Morton Martin Spell -- a once-brilliant, now-infirm seventy-five-year-old writer -- is sliding into delirium. He thinks Mount Sinai Hospital is an exclusive golf course and his catheter is a gym bag. His only link to reality is his thirty-five-year-old nephew, who makes his living as a hired gun for thirteen softball teams and still goes by the name College Boy. But College Boy's body has begun to betray him -- almost as much as his lack of ambition. (His only legitimate paycheck comes from a gig as a laugher on a morning radio show.) Not only that, the Dirt King, a small-time gangster who controls all the replacement soil in Central Park, is after College Boy. As their lives collide, College Boy takes refuge in the arms of Sheila -- his uncle's cleaning woman and a part-time call girl. And then it gets weird.

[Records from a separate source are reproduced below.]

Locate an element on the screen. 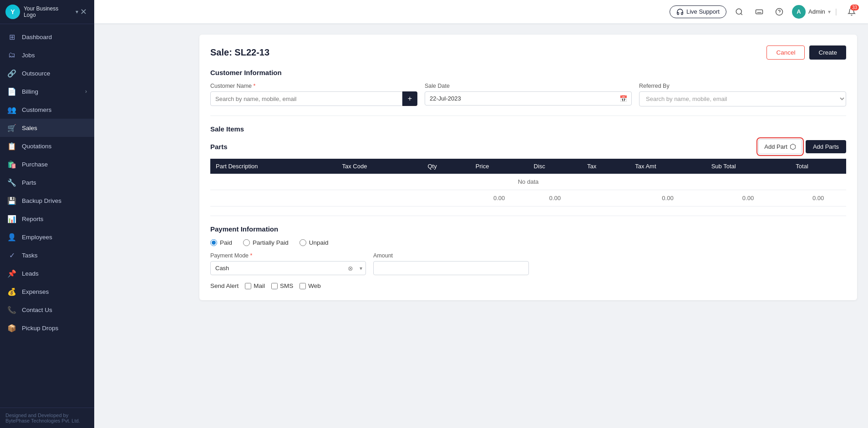  live-support-button: Live Support is located at coordinates (698, 12).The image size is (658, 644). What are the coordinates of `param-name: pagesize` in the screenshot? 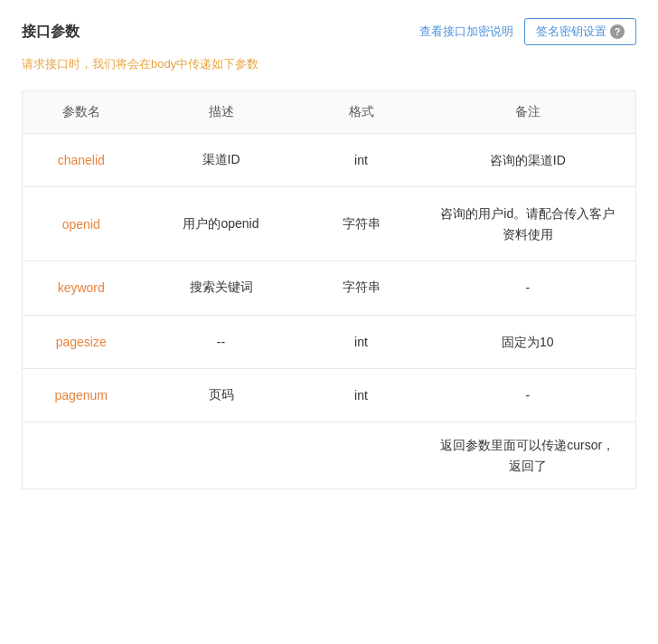 It's located at (81, 342).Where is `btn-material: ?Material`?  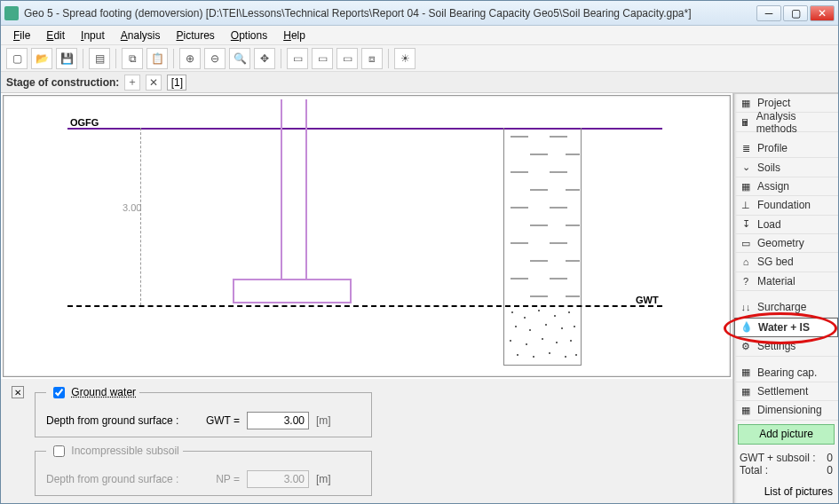
btn-material: ?Material is located at coordinates (787, 282).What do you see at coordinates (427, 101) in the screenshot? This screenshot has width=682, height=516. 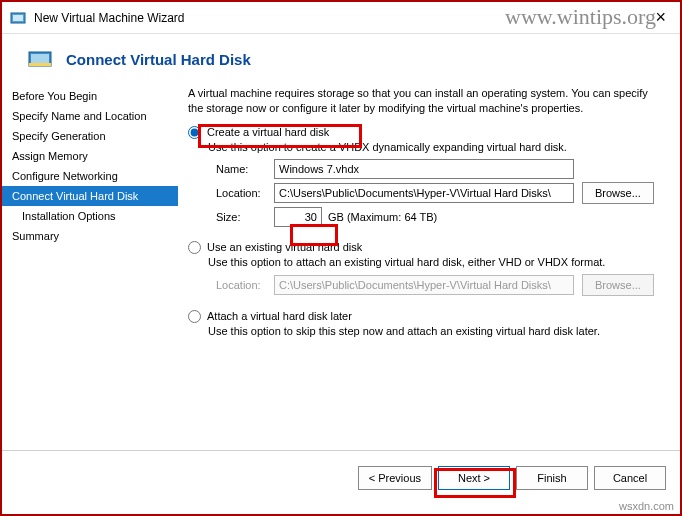 I see `page-description: A virtual machine requires storage so th…` at bounding box center [427, 101]. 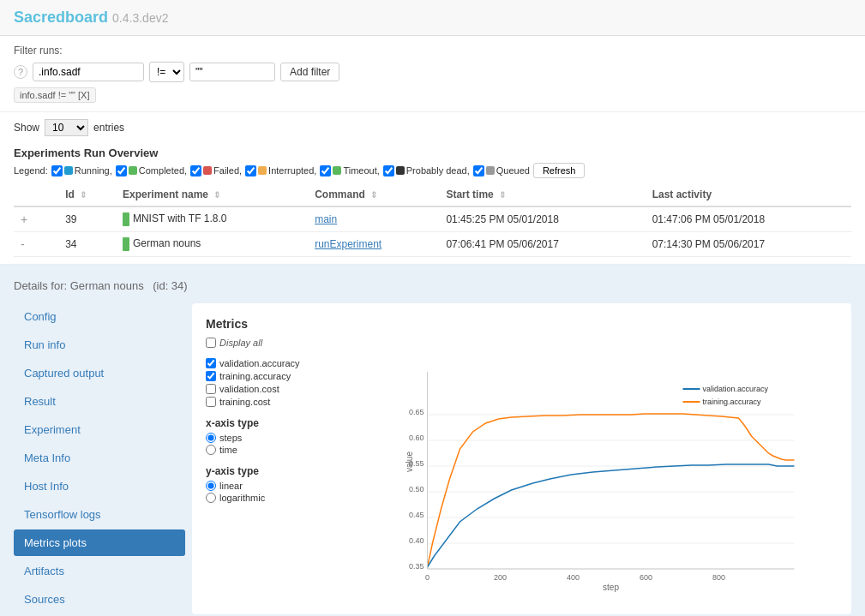 I want to click on y-axis-linear-radio, so click(x=211, y=486).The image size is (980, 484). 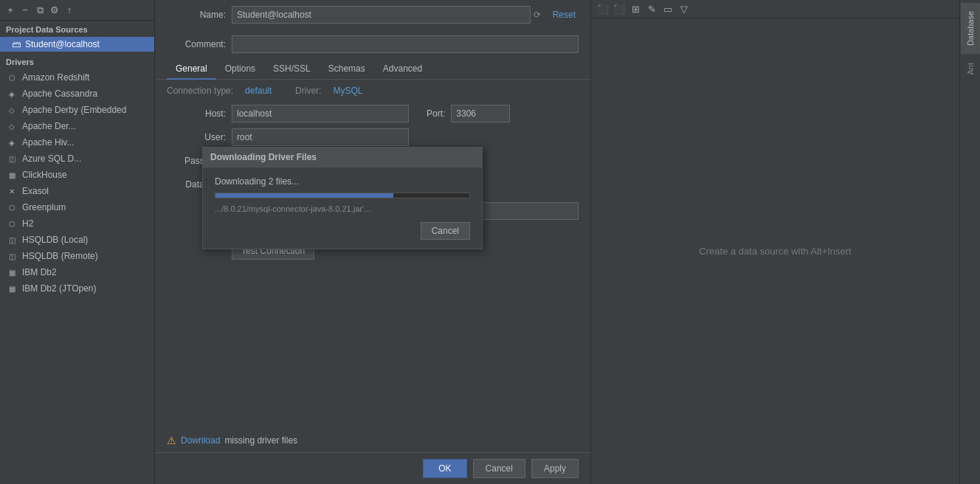 What do you see at coordinates (77, 272) in the screenshot?
I see `sidebar-item-ibm-db2: ▦ IBM Db2` at bounding box center [77, 272].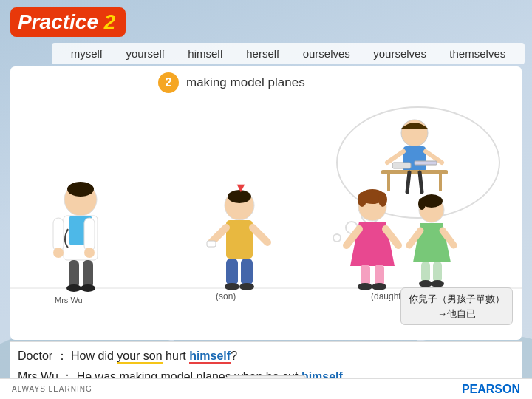 The width and height of the screenshot is (532, 399). I want to click on himself-underline-1: himself, so click(210, 356).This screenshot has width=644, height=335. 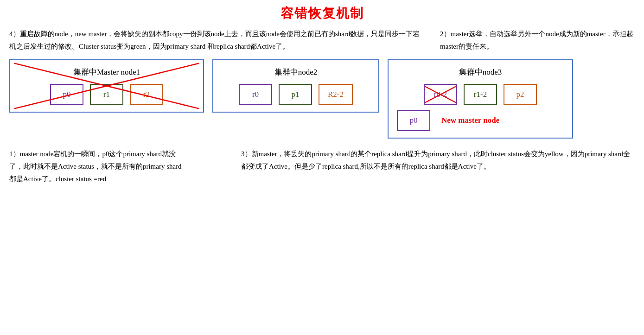 What do you see at coordinates (440, 95) in the screenshot?
I see `node3-shard-r02-wrap: r0-2` at bounding box center [440, 95].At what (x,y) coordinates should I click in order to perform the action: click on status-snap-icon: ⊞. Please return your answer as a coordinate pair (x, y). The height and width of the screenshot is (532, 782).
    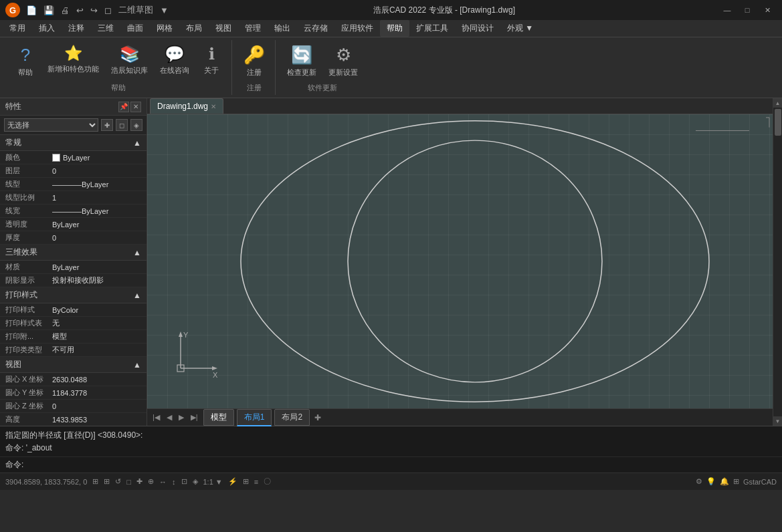
    Looking at the image, I should click on (95, 481).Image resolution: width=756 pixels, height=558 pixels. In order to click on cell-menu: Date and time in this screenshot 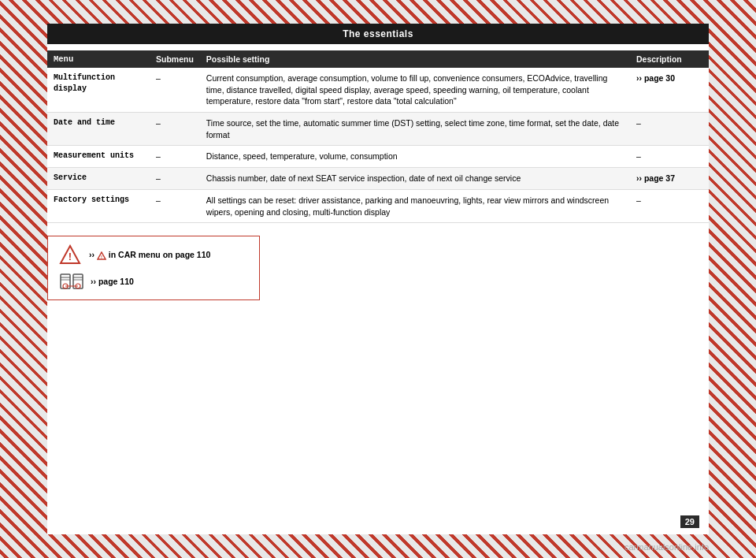, I will do `click(98, 129)`.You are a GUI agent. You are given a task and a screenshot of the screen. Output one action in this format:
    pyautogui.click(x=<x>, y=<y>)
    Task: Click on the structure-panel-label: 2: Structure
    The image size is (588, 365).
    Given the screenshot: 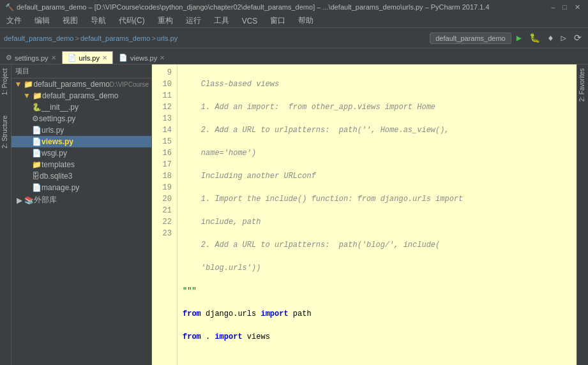 What is the action you would take?
    pyautogui.click(x=5, y=132)
     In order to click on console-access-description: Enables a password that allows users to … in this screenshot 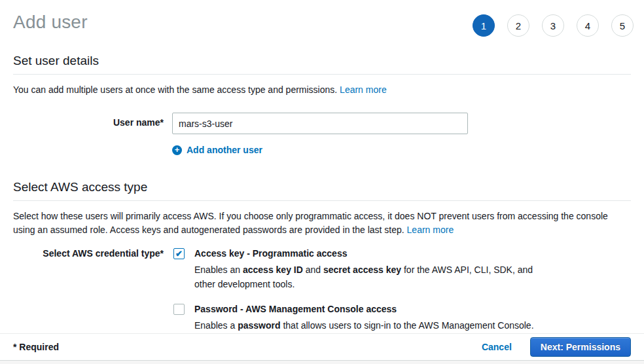, I will do `click(364, 325)`.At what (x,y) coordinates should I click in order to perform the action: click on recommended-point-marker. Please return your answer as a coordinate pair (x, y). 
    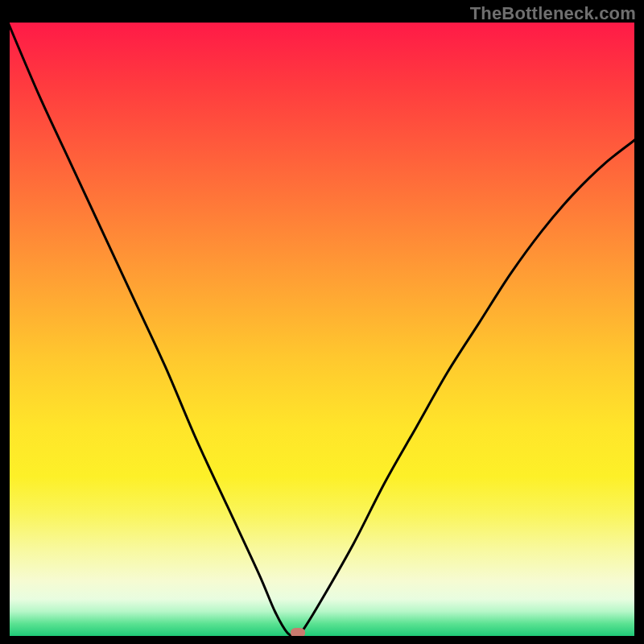
    Looking at the image, I should click on (298, 632).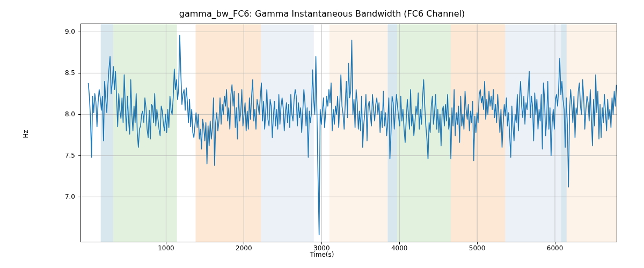  Describe the element at coordinates (26, 134) in the screenshot. I see `y-axis-label: Hz` at that location.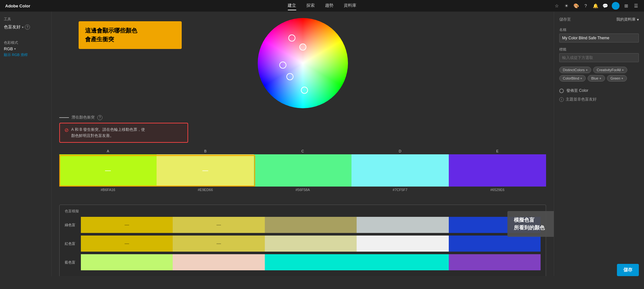 This screenshot has width=644, height=289. Describe the element at coordinates (26, 19) in the screenshot. I see `tools-label: 工具` at that location.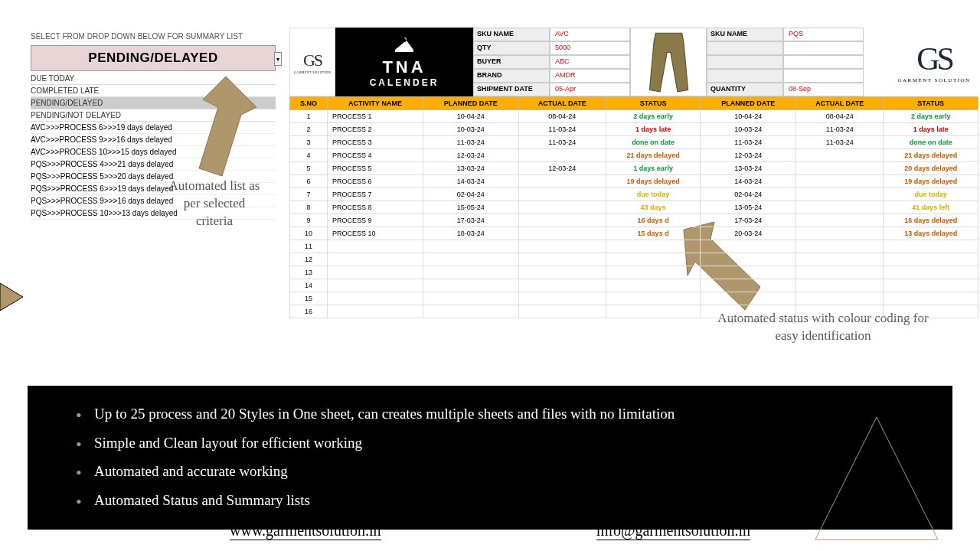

Fast read, will have you laugh out loud, great for the commute to work. Its almost like two books in one. The first half follows the main charater as he basically just floats through life carelessly and then when everything suddenly changes he is forced to finally grow up.
Morton Martin Spell is seventy-five and in a serious state of decline. The book starts out very confusing which is appropriate because the story is being told from the perspective of a septuagenarian suffering from delirium. Mort's thirty-five year old nephew, Harvey Sussman, goes by the nickname "College Boy" which stems from his supporting himself as a paid ringer on no less than thirteen softball teams in New York. He claims to be an actor but his only role appears to be the laugh track on a drive time radio program. Add into the mix Sheila, Mort's gorgeous redheaded housekeeper who moonlights as a part time call girl and you have the three main characters in a story that is amusing and surprisingly touching.
I read this when it first came out about 20 years ago and I've long forgotten the jokes but I've never forgotten the touching, sincere transformation of the protagonist, from an average shlemiel hacking his way through life, into a mature man pursuing a hero's journey fueled by compassionate love.
The cover blurb from The New York Times Book Review reads, "the jokes are plentiful and very high in quality," which strikes me as a particularly straight-faced way to say something is funny. Having read 84 pages of The Ringer, I can see where the NYT is coming from. The book, or at least the 84 pages of it that I read, is full of clever turns of phrase and smart asides, but they're the kind of thing that make you nod and say, "oh. Yes, I see," rather than actually laugh. Scheft's narrative style requires a little work on the reader's part; for example, if the back cover of the book didn't tell you the protagonist has a job as a laugher on a morning radio show, chapter 6 would puzzle and annoy you. It's not that I'm opposed to smart writing, but this is more smartypants than smart. I got the feeling that Scheft was nudging me constantly and shouting in my ear, "you see? You see what I did there?" Yes, I see. Congratulations on being so painfully hip.
It's rare that I don't finish a book, even if I hate it, but I'm old and I have a lot of unread books in my house. Since I could never get through more than about ten pages of this book before starting to feel bored and irritated, this became one of those rare times. I didn't hate it, I just found in completely unengaging.
This is the second of Bill Scheft's books I've read, and I am definitely looking forward to reading more. Even when it wasn't clear where the book was going, it sucked me in and I didn't want to put it down.
I found it a little slow to read. The story was interesting but it left me wondering if there shouldn't have been more to the ending. Well worth the read though.
Guess I'm in the minority here, but I had to quit after 25 pages. I couldn't stand the writing and it's not funny at all. Maybe I'll come back to it someday.